Flow is a tool that allows you to connect to a Peer-to-peer network of people who are willing to donate spare CPU time, for you to execute expensive computations that you could not afford by yourself. Because we believe in equality, when you connect to Flow, you donate you spare CPU time so other people in the network can use it as well.
The main inspiration for developing Flow are projects like World Community Grid or BOINC. In scientific computing, platforms like these allow you to compete with projects that need to be run in supercomputers.
At this early stage, Flow is not able to compete with those projects, but if you are sitting in Starbucks with your friends, it would be fun to be able to distribute your computations.
We suggest using the gb
tool:
gb vendor restore
gb build
To run Flow, you use bin/flow
.
The Flow interface looks like this:
Flow v0.1.0
Press Ctrl+C twice to exit
flow>
You have the following commands:
inspect
: Gives you the peers Flow has detected automatically. Seeeval
.usage
: Returns your current CPU use (as a percentage).eval [filename]
: Evaluates your code in an available machine in the network.eval
automatically detects peers and chooses one for you.
Currently, we are using a Lisp implementation that is native to Go, zygomys, as the language you can run using Flow.
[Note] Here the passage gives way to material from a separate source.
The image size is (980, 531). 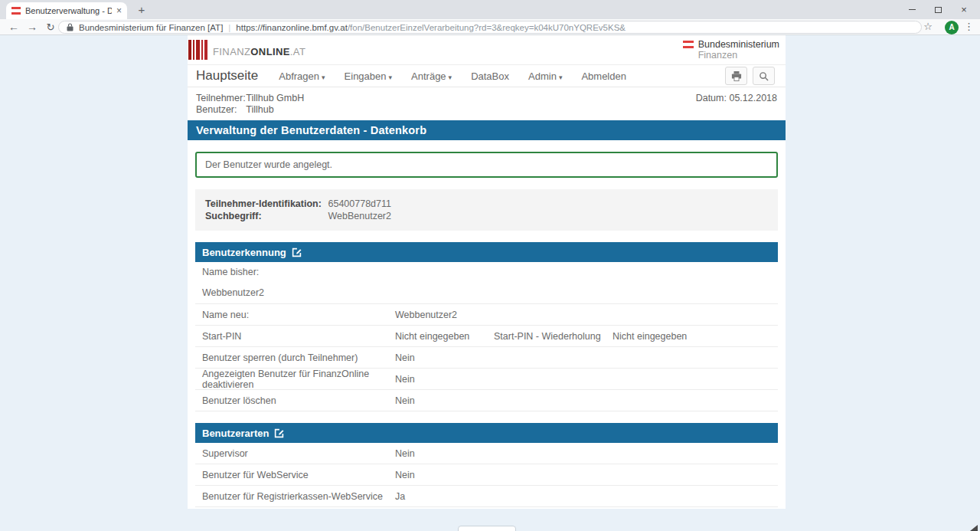 What do you see at coordinates (269, 165) in the screenshot?
I see `success-message-text: Der Benutzer wurde angelegt.` at bounding box center [269, 165].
In almost every aspect it's normal Lisp code. Please refer to the language for the subtle changes.
For example, you would have
; mycode.zy
(+ 40 2) ; Or the answer to life the universe and everything
inside you file, and would run:
flow> eval mycode.zy
42 # the answer to my computation
Press Enter to continue...
Other people using Flow send you a "usage"
request to know what your CPU usage
is. If it's lower a fixed threshold, then Flow can pick you to execute their
code. It runs in the background and you would never notice it.